Newark is the Detroit of the metropolitan area. Once proud, and still a viable urban area with remarkable building stock, Newark has an identity problem, but its new Mayor Corey Booker is smart, progressive and determined to revive the city.

One project his administration created was to ring the city with a series of gateways announcing your entrance into the city. Something along the lines of the Barriéres des Paris, the remarkable ring of gates that Ledoux designed in the 18th Century for Paris...except nothing like these monuments of the age of enlightenment at all! We are talking about Newark.

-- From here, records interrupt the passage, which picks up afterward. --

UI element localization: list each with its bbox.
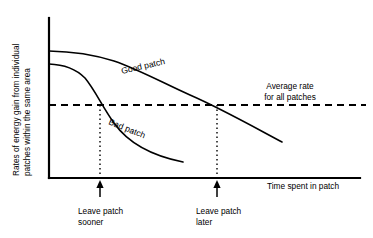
arrow-head-leave-sooner <box>96 180 103 188</box>
arrow-head-leave-later <box>213 180 220 188</box>
leave-sooner-label-line2: sooner <box>78 217 104 227</box>
average-rate-label-line2: for all patches <box>264 92 316 102</box>
leave-later-label-line1: Leave patch <box>196 206 242 216</box>
average-rate-label-line1: Average rate <box>266 81 314 91</box>
patch-foraging-diagram: Rates of energy gain from individual pat… <box>0 0 373 238</box>
y-axis-label-line1: Rates of energy gain from individual <box>11 43 21 176</box>
x-axis-label: Time spent in patch <box>267 181 339 191</box>
leave-later-label-line2: later <box>196 217 212 227</box>
bad-patch-curve <box>49 64 183 162</box>
good-patch-curve <box>49 51 282 142</box>
diagram-canvas: Rates of energy gain from individual pat… <box>0 0 373 238</box>
leave-sooner-label-line1: Leave patch <box>78 206 124 216</box>
y-axis-label-line2: patches within the same area <box>22 68 32 176</box>
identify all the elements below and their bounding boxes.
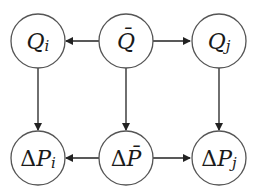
node-delta-p-bar: ΔP̄ — [99, 131, 153, 185]
node-q-j: Qj — [192, 14, 246, 68]
node-delta-p-i: ΔPi — [11, 131, 65, 185]
node-q-i: Qi — [11, 14, 65, 68]
node-label: ΔP̄ — [111, 144, 143, 170]
node-label: ΔPj — [201, 146, 237, 173]
node-q-bar: Q̄ — [99, 14, 153, 68]
node-label: ΔPi — [20, 146, 56, 173]
causal-diagram: Qi Q̄ Qj ΔPi ΔP̄ ΔPj — [0, 0, 253, 192]
node-delta-p-j: ΔPj — [192, 131, 246, 185]
node-label: Q̄ — [117, 27, 135, 53]
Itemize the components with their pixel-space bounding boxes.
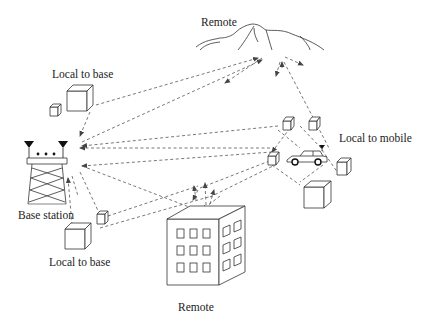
scatterer-cube-mobile-2 <box>309 117 320 130</box>
base-station-tower-icon <box>24 141 68 204</box>
scatterer-cube-mobile-1 <box>283 117 294 130</box>
building-icon <box>167 206 245 285</box>
scatterer-cube-small-bottom <box>97 211 108 224</box>
scatterer-cube-large-top <box>67 85 93 111</box>
scattering-diagram: Remote Local to base Local to mobile Bas… <box>0 0 428 321</box>
scatterer-cube-mobile-3 <box>268 152 279 165</box>
scatterer-cube-small-top <box>50 104 61 116</box>
scatterer-cube-mobile-4 <box>337 158 351 175</box>
signal-paths <box>68 57 340 228</box>
scatterer-cube-mobile-5 <box>304 181 331 208</box>
label-local-to-base-bottom: Local to base <box>49 257 110 269</box>
label-remote-mountain: Remote <box>201 17 237 29</box>
scatterer-cube-large-bottom <box>65 223 91 249</box>
label-base-station: Base station <box>18 210 74 222</box>
label-local-to-base-top: Local to base <box>52 69 113 81</box>
label-remote-building: Remote <box>178 302 214 314</box>
label-local-to-mobile: Local to mobile <box>339 133 412 145</box>
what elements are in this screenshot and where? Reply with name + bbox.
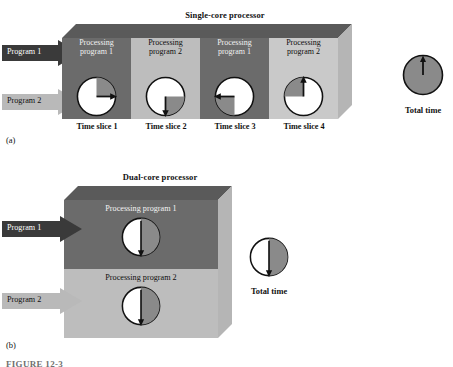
time-slice-2-label: Time slice 2: [126, 122, 206, 131]
panel-a-title: Single-core processor: [140, 10, 310, 20]
slice-4-line2: program 2: [269, 47, 338, 57]
program-2-arrow-label-a: Program 2: [7, 96, 41, 105]
slice-4-clock: [282, 75, 325, 118]
figure-container: Single-core processor Program 1 Program …: [0, 0, 453, 367]
panel-b-total-time-clock: [248, 236, 290, 278]
panel-a-total-time-clock: [401, 53, 445, 97]
slice-3-clock: [213, 75, 256, 118]
slice-3-line2: program 1: [200, 47, 269, 57]
panel-a-total-time-label: Total time: [383, 106, 453, 115]
slice-1-line2: program 1: [62, 47, 131, 57]
program-1-arrow-label-a: Program 1: [7, 47, 41, 56]
panel-b-letter: (b): [6, 340, 16, 350]
slice-2-clock: [144, 75, 187, 118]
slice-2-line2: program 2: [131, 47, 200, 57]
program-1-arrow-label-b: Program 1: [7, 223, 41, 232]
dual-core-band-1-clock: [120, 216, 162, 258]
time-slice-3-label: Time slice 3: [195, 122, 275, 131]
time-slice-4-label: Time slice 4: [264, 122, 344, 131]
panel-b-total-time-label: Total time: [229, 287, 309, 296]
time-slice-1-label: Time slice 1: [57, 122, 137, 131]
slice-1-clock: [75, 75, 118, 118]
dual-core-band-2-label: Processing program 2: [64, 273, 218, 282]
dual-core-band-2-clock: [120, 285, 162, 327]
panel-b-title: Dual-core processor: [75, 172, 245, 182]
panel-a-letter: (a): [6, 135, 15, 145]
program-2-arrow-label-b: Program 2: [7, 295, 41, 304]
dual-core-band-1-label: Processing program 1: [64, 204, 218, 213]
figure-caption: FIGURE 12-3: [6, 359, 63, 367]
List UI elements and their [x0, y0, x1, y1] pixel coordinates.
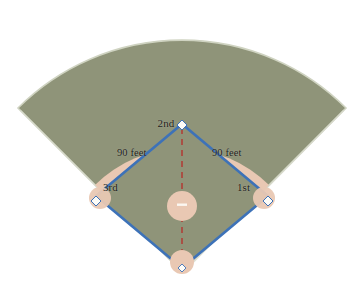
label-first-base: 1st: [237, 182, 250, 193]
baseball-field-diagram: 2nd 3rd 1st 90 feet 90 feet: [0, 0, 364, 281]
label-third-base: 3rd: [103, 182, 118, 193]
pitchers-mound: [167, 191, 197, 221]
field-graphic: [0, 0, 364, 281]
label-distance-third-to-second: 90 feet: [117, 148, 147, 159]
label-distance-second-to-first: 90 feet: [212, 148, 242, 159]
label-second-base: 2nd: [158, 118, 175, 129]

For the Newark Gateways we began to think that the audience should be much larger than just the ‘lucky’ individuals actually entering Newark: why not address the entire world at the same time as the local audience?

One way to mark Newark’s edges is on Google Earth. It is no accident that the assignment for the Newark Gateways was delivered as a Google Earth file: it is, more and more, the way we virtually “travel”. The Gateways, we thought, could address the remote and the local constituencies with a single set of ideas that could be legible in reality and in cyber-reality.

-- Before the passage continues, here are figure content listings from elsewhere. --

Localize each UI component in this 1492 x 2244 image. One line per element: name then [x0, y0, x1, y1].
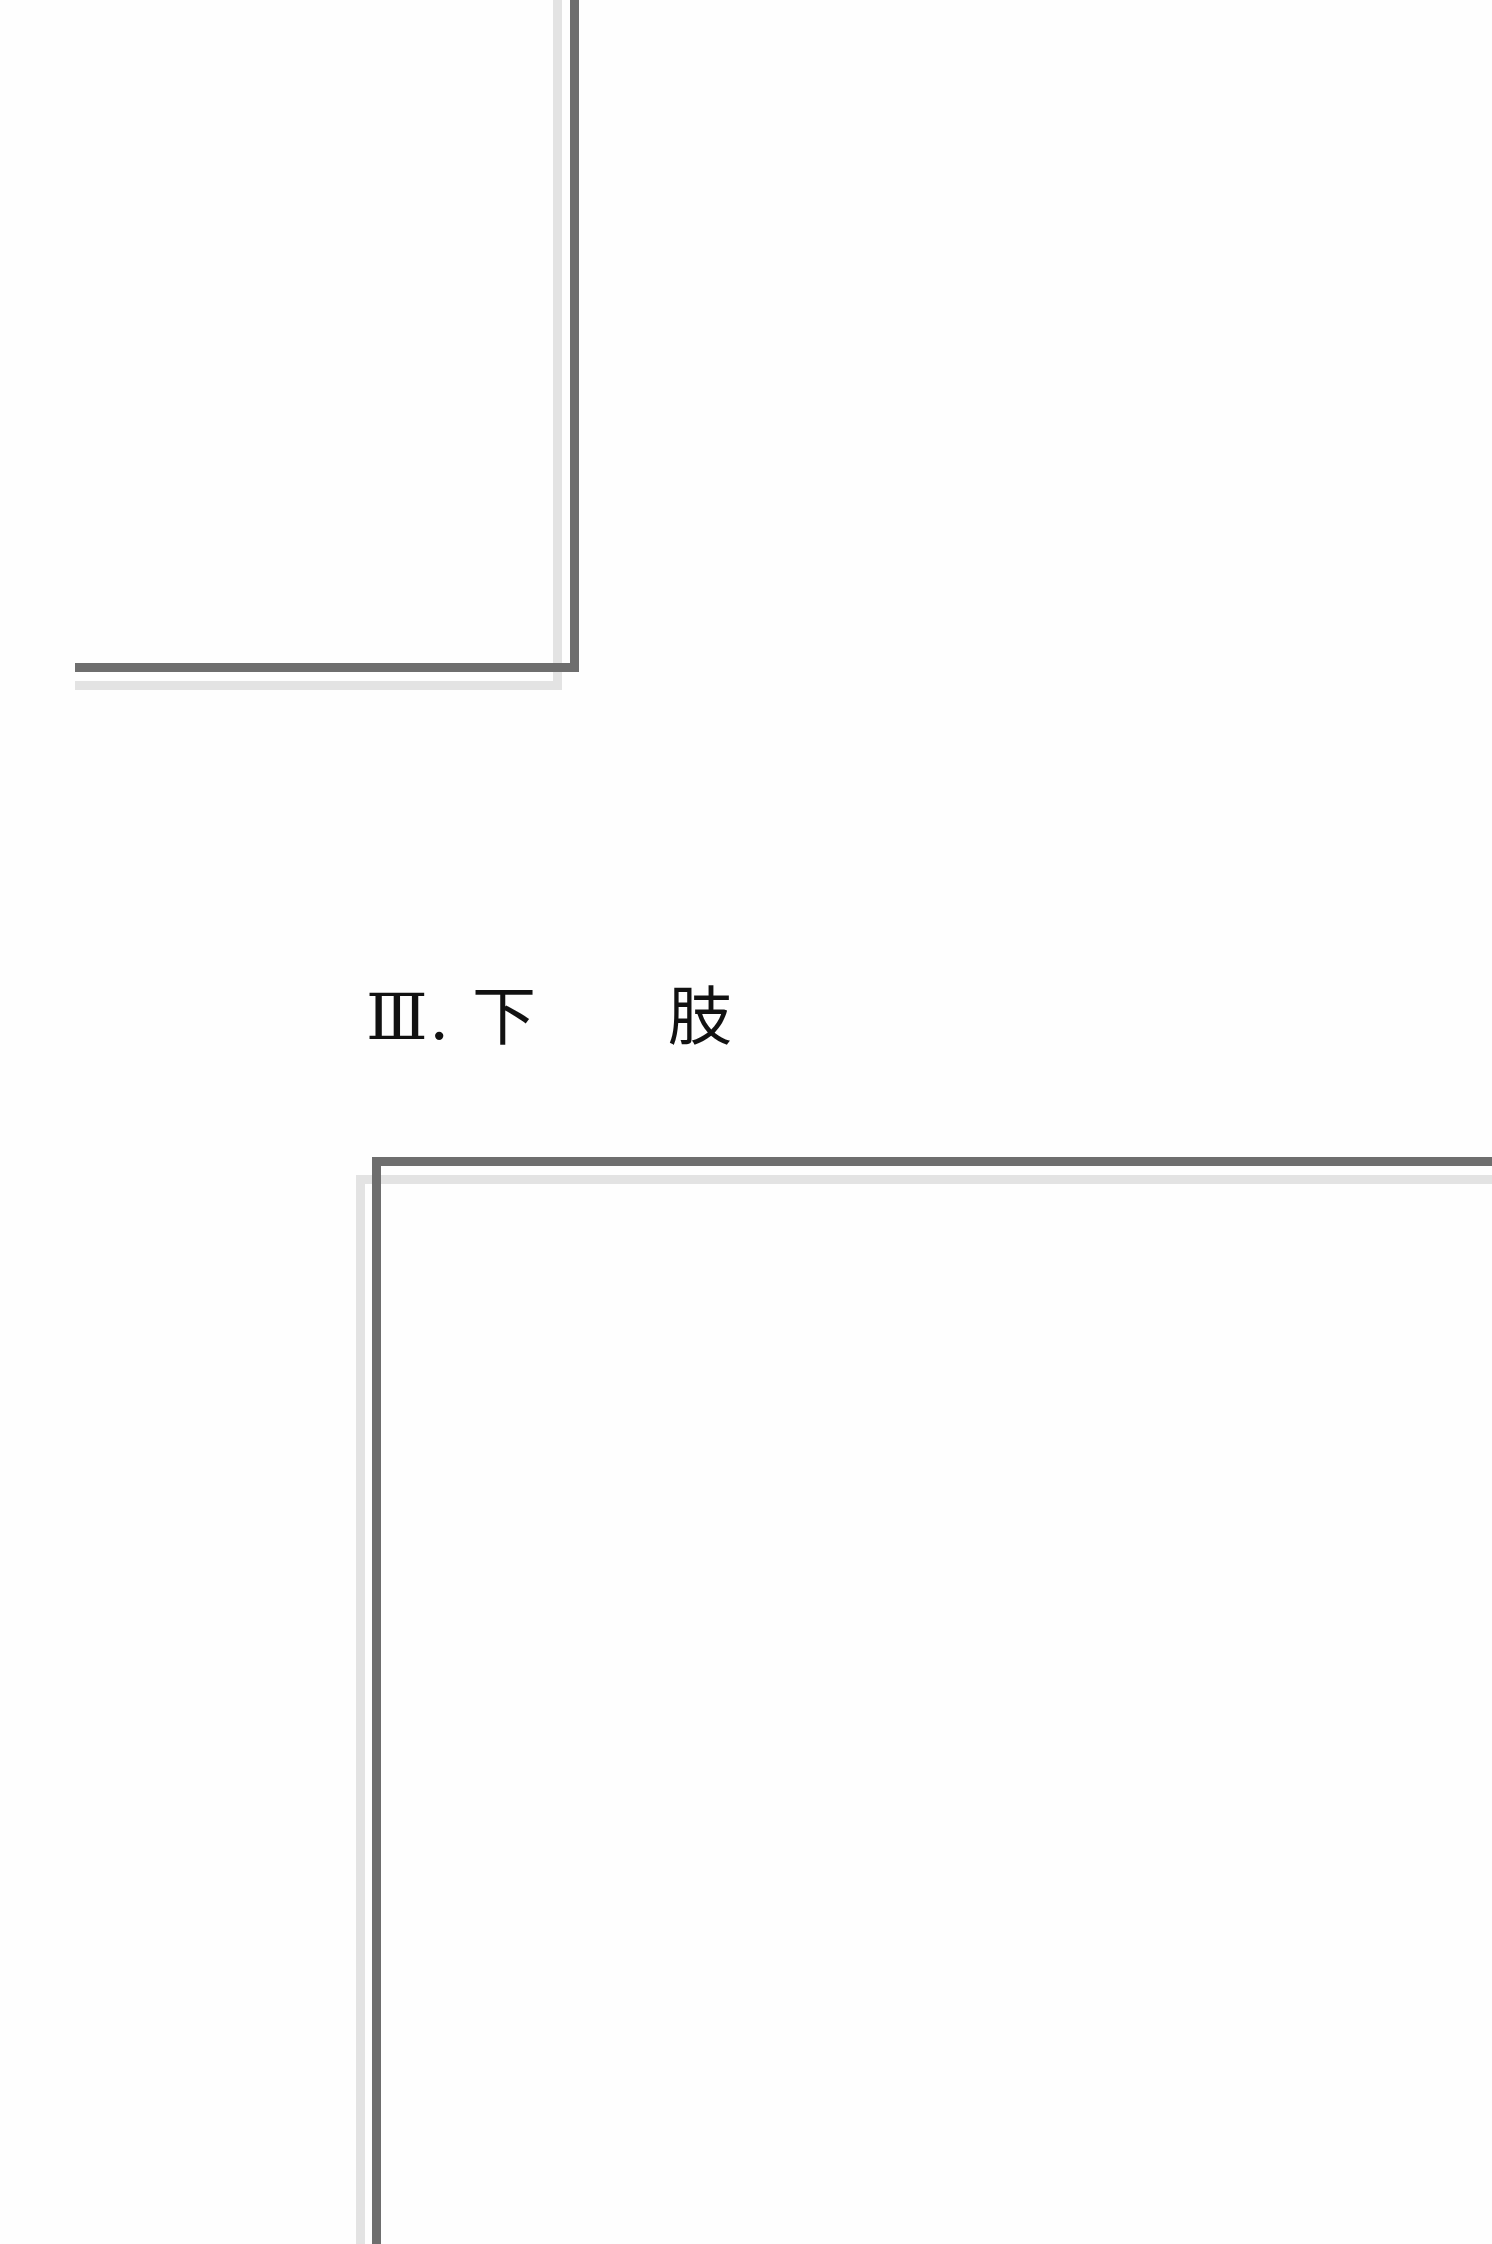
lower-frame-vertical-dark-rule [372, 1157, 381, 2244]
lower-frame-horizontal-light-rule [356, 1175, 1492, 1184]
lower-frame-horizontal-dark-rule [372, 1157, 1492, 1166]
section-heading: Ⅲ. 下 肢 [366, 985, 733, 1049]
upper-frame-horizontal-light-rule [75, 681, 562, 690]
upper-frame-vertical-dark-rule [570, 0, 579, 672]
lower-frame-vertical-light-rule [356, 1175, 365, 2244]
scanned-page: Ⅲ. 下 肢 [0, 0, 1492, 2244]
upper-frame-vertical-light-rule [553, 0, 562, 690]
upper-frame-horizontal-dark-rule [75, 663, 579, 672]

Our proposal is to paint a new set of gateway symbols right on the ground, in color and at a scale that they could be easily seen and identified from satellite photos. As these photos are updated Newark would be the first city to speak directly to the Google Earth audience.

On the ground the painting may be, at first, a bit hard to decipher, but the color and scale would separate them from the ordinary traffic lines. They would be painted, for example, on a bridge surface, and under the bridge as well. And maybe even on the ceiling of the bridge bottom. They would wrap around obstructions and be bright enough to cheer up any gray street intersection. They would be unmistakable thresholds of entry to the city.

To explain these marks to the earthbound visitor we propose lighted signs displaying the satellite images, and a subtle arrow pointing back down to the ground. The color would help viewers make the leap, but a little bit of mystery wouldn’t be a bad thing.

Designing the symbols we borrowed a bit from map notations, a bit from early alphabets, and a little bit from crop circles. They could be re-thought to be more connected to the history of the location, or to the current residents, or to other events, and we think there should be some local pride about the symbols; these are, after all, neighborhoods.


With paint, and little else, Newark can define itself in real space, and in cyber-space; it can celebrate its entry points, and talk to a global audience, all in one stroke.

This is, we hope, a way of both bringing Newark to the world, and bringing the world to Newark.